Pillar guide · Growth

The growth engine: how go-to-market changes as you scale to $100M.

A go-to-market engine that scales is four things that evolve as you climb: the market you sell into, the team you build, the mechanisms that create demand, and the partners you sell with. What won at Camp 1 stops working by Camp 3.

The short version

A go-to-market engine that scales replaces the founder's calendar with a motion the team runs. Four through-lines evolve as you climb from $10M to $100M: the market and buyer move upmarket, the team shifts from founder to first sellers to a sales leader, the mechanisms move from referrals to built demand, and the partners become a real pipeline channel. More outbound is the reflex that fails. Building the engine is the work that compounds.

Why referrals stop being enough

Early on, a founder's relationships and referrals carry the whole pipeline, and that works right up until it doesn't. A founder can personally hold a few dozen live conversations and generate real revenue on relationship flow, and then the ceiling hits. The market keeps growing, the founder's hours don't, and referral volume flattens while the number needs to keep climbing. That's the moment the engine has to change from a person into a system.

The four through-lines that evolve as you climb

  1. The market and buyer. As you move upmarket, the buyer changes and the pitch that won at $5M loses at $30M. The engine has to sell to a bigger, more skeptical buyer with a sharper story about the problem you solve.
  2. The team. The motion moves from founder, to first sellers, to a sales leader, and eventually a CRO. Hire the wrong level too early and you burn cash and confidence, so the sequence matters as much as the people.
  3. The mechanisms. Pipeline shifts from referrals to built demand: the content, the positioning, and the plays that make buyers come to you. Firms run too much outbound and too little intelligent product-market alignment, and the fix is connection over volume.
  4. The partners. Platform alliances like Microsoft, Databricks, and Snowflake become a real pipeline channel when you earn co-sell standing through specialization and turn it into a team motion.

How to build a sales team that sells without you

The founder-led sales transition is the hinge of the whole engine. Transfer the founder's market knowledge and relationships into the team first, hire deliberately, and build a demand motion the team can run. The signal that it's working is the rate of new opportunity creation climbing while the close rate holds. The full sequence, and what to measure, lives in the founder-led sales transition guide.

CRO, or fix the system first?

Most firms reach for a sales leader before the system can hold one, then wonder why the expensive hire stalls. A CRO amplifies a working motion; they can't invent one from a founder's headspace. If pipeline still runs on the founder and there's no repeatable play to hand over, build the system first and hire the leader to scale it. That's an operator's call as much as a hiring one, and the operator versus consultant decision is often the tell of which you need.

Go deeper

The pieces of the engine.

Related questions

The growth engine, answered plainly.

How do you build a go-to-market engine that scales for a services firm?

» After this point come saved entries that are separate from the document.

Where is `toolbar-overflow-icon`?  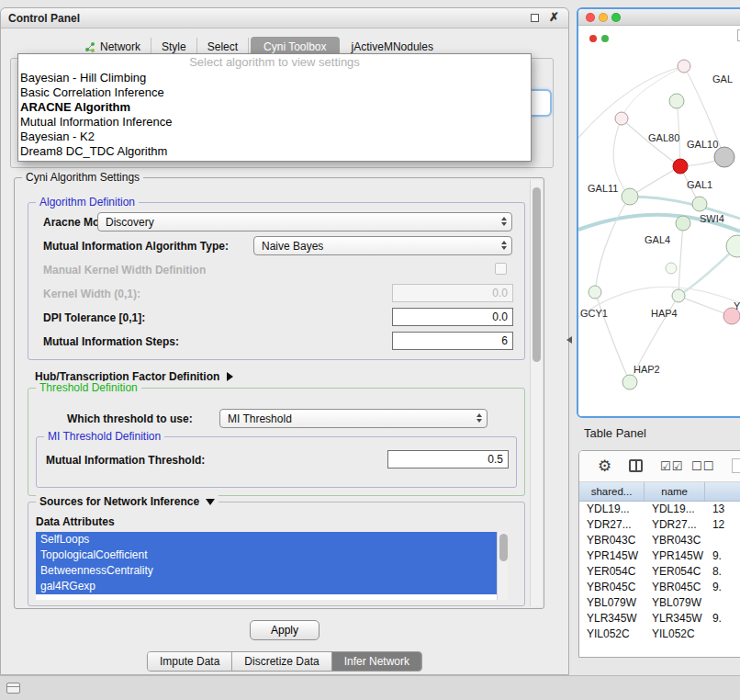
toolbar-overflow-icon is located at coordinates (736, 466).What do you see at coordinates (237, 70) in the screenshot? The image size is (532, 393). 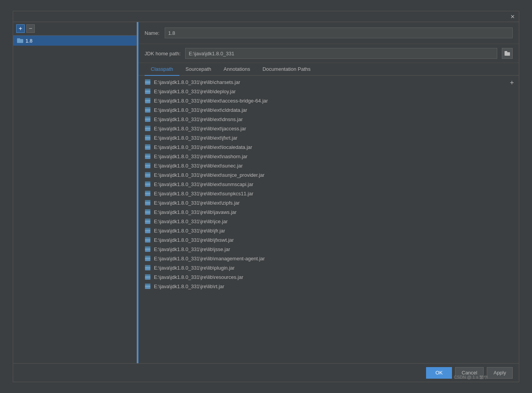 I see `tab-annotations: Annotations` at bounding box center [237, 70].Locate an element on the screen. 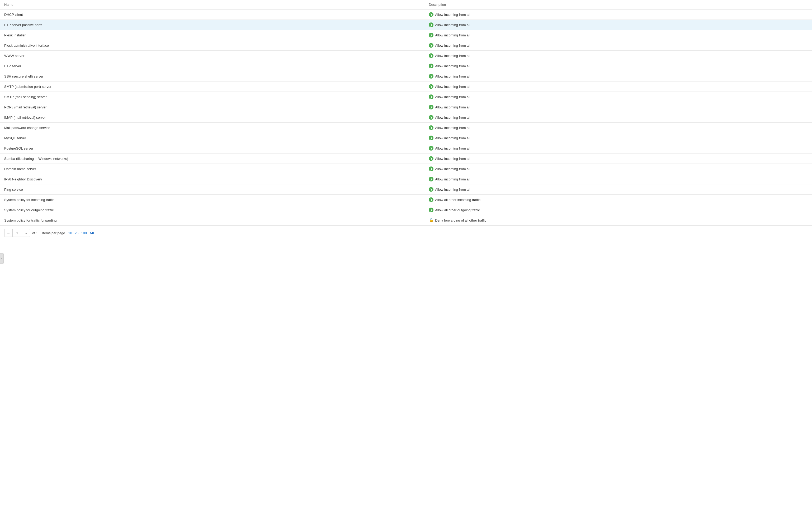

Build four things that evolve as you climb: the market you sell into, the team you hire, the mechanisms that generate demand, and the partners you sell with. A scaling engine replaces the founder's calendar with a motion the team runs, moves from referrals to built demand, and turns channel relationships into pipeline. More outbound alone is the thing that fails.

How do you build a sales team that sells without the founder?

Transfer the founder's market knowledge and relationships into the team first, then hire deliberately and build a demand motion the team can run. Watch the rate of new opportunity creation as the signal that the team is generating pipeline on its own.

How do channel partners like Microsoft or Databricks generate pipeline?

Platform partners route real deals to firms that earn co-sell standing through specialization and delivery credibility. The risk is that the founder personally owns the relationship, so scaling means building the firm's standing into a team motion, with named field alignment and joint plans.

Adam Jorgensen
About the author
Adam Jorgensen

Adam Jorgensen is a growth advisor and operator who built and sold five companies, the most recent 3Cloud, a data and AI services firm he grew past $300M and sold to Cognizant at a 15x EBITDA multiple. He writes on scaling data and AI services firms from $10M to $100M.

5 exits, $1B+ enterprise valueGrew a data and AI services firm past $300MFormer Chairman, PASS (300,000+ members)Microsoft Regional Director & MVP12x author in data and AI
Last updated July 15, 2026

Build the engine that outgrows your calendar.

Four through-lines, one motion. The conversation shows you which one to build first.